Medical error is the 5th leading cause of death in the United States.

wrongdiagnosis.com

 
 

 

Magnitude of the Problem

The "Human Factors MD Index"

The past decade has seen the problem of medical error come to light. Here is our version of the Harper's Magazine Index applied to the problem of medical error:

 Estimated number of deaths per year in the US hospital system attributable to medical error:
98,000
 Number of jumbo jet crashes required per day for equivalent death rate:
1.5
 Rank of medical errors among leading causes of death in the US:
5th
 Rank of medical errors among causes of death relative to motor vehicle accidents, diabetes, kidney disease, breast cancer, and influenza:
1st
 Percentage of anesthesiologists who, when surveyed anonymously, admitted to committing an error with fatal results:
24
 Percentage of Americans who estimate that medical error causes fewer than 5,000 deaths annually:
60
 Percentage of Americans who are "very concerned" that an error or mistake will lead to serious injury or harm when flying in a commercial aircraft:
32
 Percentage of Americans who are "very concerned" that an error or mistake will lead to serious injury or harm when going to a hospital for care:
47
 Percentage of Americans who believe they have personally experienced a medical error:
42
 Estimated annual cost of medical error to US healthcare system:
$24 billion

(Sources: 1, 10 IOM To Err is Human, 3, 4 WrongDiagnosis.com, 6, 7, 8, 9Kaiser Health Poll Report 2003, 5 Anesthesiology, 63:A497, 1985)

 

Errors Attributable to Poor Device Design

Of course, not all errors involve medical devices or stem from poor device design.
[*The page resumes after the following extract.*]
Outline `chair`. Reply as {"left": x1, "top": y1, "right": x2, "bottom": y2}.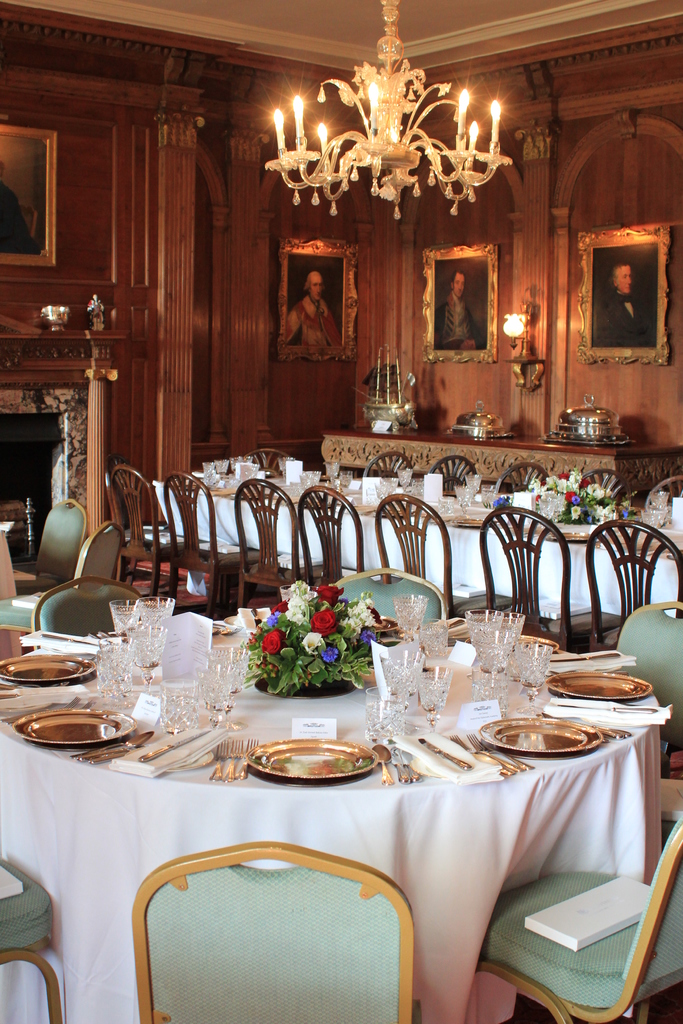
{"left": 239, "top": 447, "right": 292, "bottom": 471}.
Errors take several forms, including:

Diagnostic Errors, such as misdiagnosis leading to an incorrect choice of therapy, failure to use an indicated diagnostic test, misinterpretation of test results, failure to act on abnormal results;
Treatment Errors, such as errors in the use of a drug, administering the wrong drug, adverse drug reactions, errors in administering to a patient, delay in treatment;
Preventative Errors, such as failures to provide an indicated prophylactic treatment, inadequate monitoring or follow-up of treatment;
Device Use-Errors, incorrect programming of a dosage, failure to respond to an alarm, misreading displayed information, data entry errors, inadvertent switch activation.
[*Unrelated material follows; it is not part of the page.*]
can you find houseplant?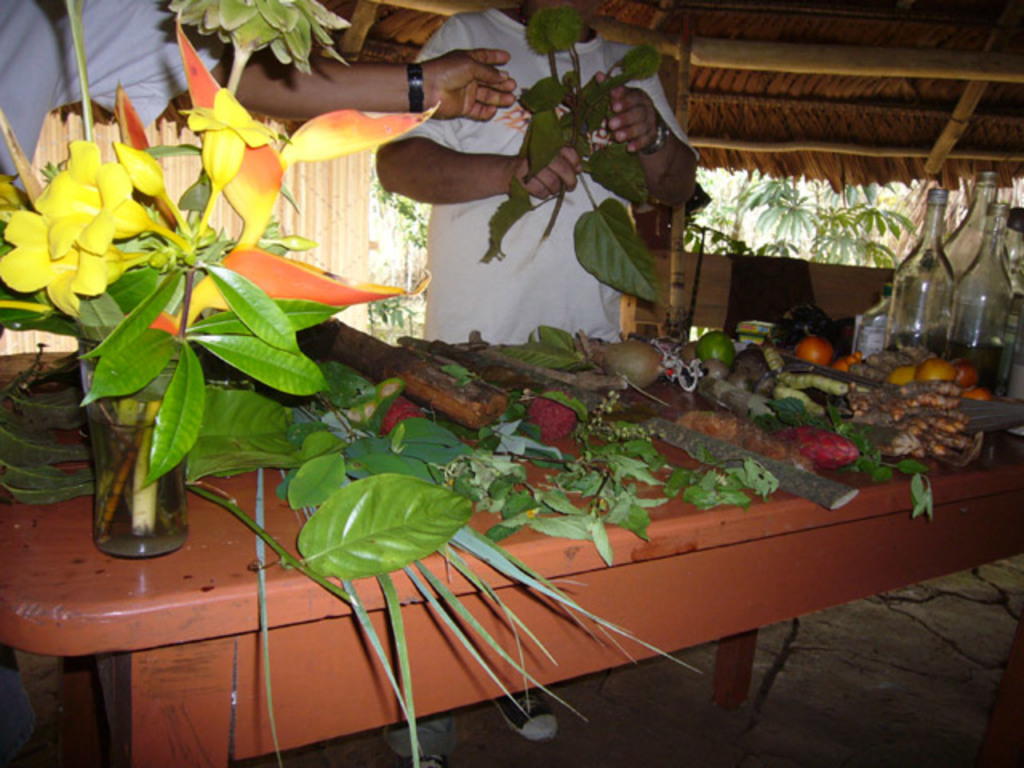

And while we at Human Factors MD are unaware of statistics on the frequency of device use-errors, it is clear that errors caused by poorly designed devices are part of the medical error problem. Here are some disturbing examples:

Free Flow: The Silent Killer

From 1995 through 2000, registered nurses fatally overdosed 39 patients and injured 373 others while handling infusion pumps capable of delivering rapid, uncontrolled bursts of medicine through intravenous lines. In each case, a nurse switched off the pump but failed to manually engage a small roller clamp on the IV line which stops the "free flow" of medicine. (Source: Chicago Tribune, September 11 2000).

Therac 25

1986, Ray Cox, a Texas oil worker, received radiation treatment for a tumor he had removed from his left shoulder. A typing error, software bug, and uninformative error message (Malfunction 54) lead the radiation therapy technologists to deliver three "blasts" of 25000 rads: about 125 times the normal dosage. Ray Cox's health deteriorated rapidly from radiation burns and other complications from the treatment overdose. He kept in good humor about his condition, joking that "Captain Kirk forgot to put his machine on stun". He died four months later. (Source: Casey, Steven. Set Phasers On Stun, And Other True Tales of Design, Technology, and Human Error. Aegean Publishing Company, 1998)


Death by Decimals

An RN programmed an infusion pump to give two initial doses of pain medication. She thought the concentration mode was set at 1.0 mg, but it had actually been set at 10.0 mg by the previous user. After the initial setup, the pump does not indicate the concentration mode. The patient was given two initial doses at ten times the intended dose. The patient arrested but was revived. (Source: Medical Device Safety Report, FDA)

The ECRI maintains a listing of "user-errors" pulled from FDA's Medical Device Safety Reports (select "User Errors" as the "Cause of Incident").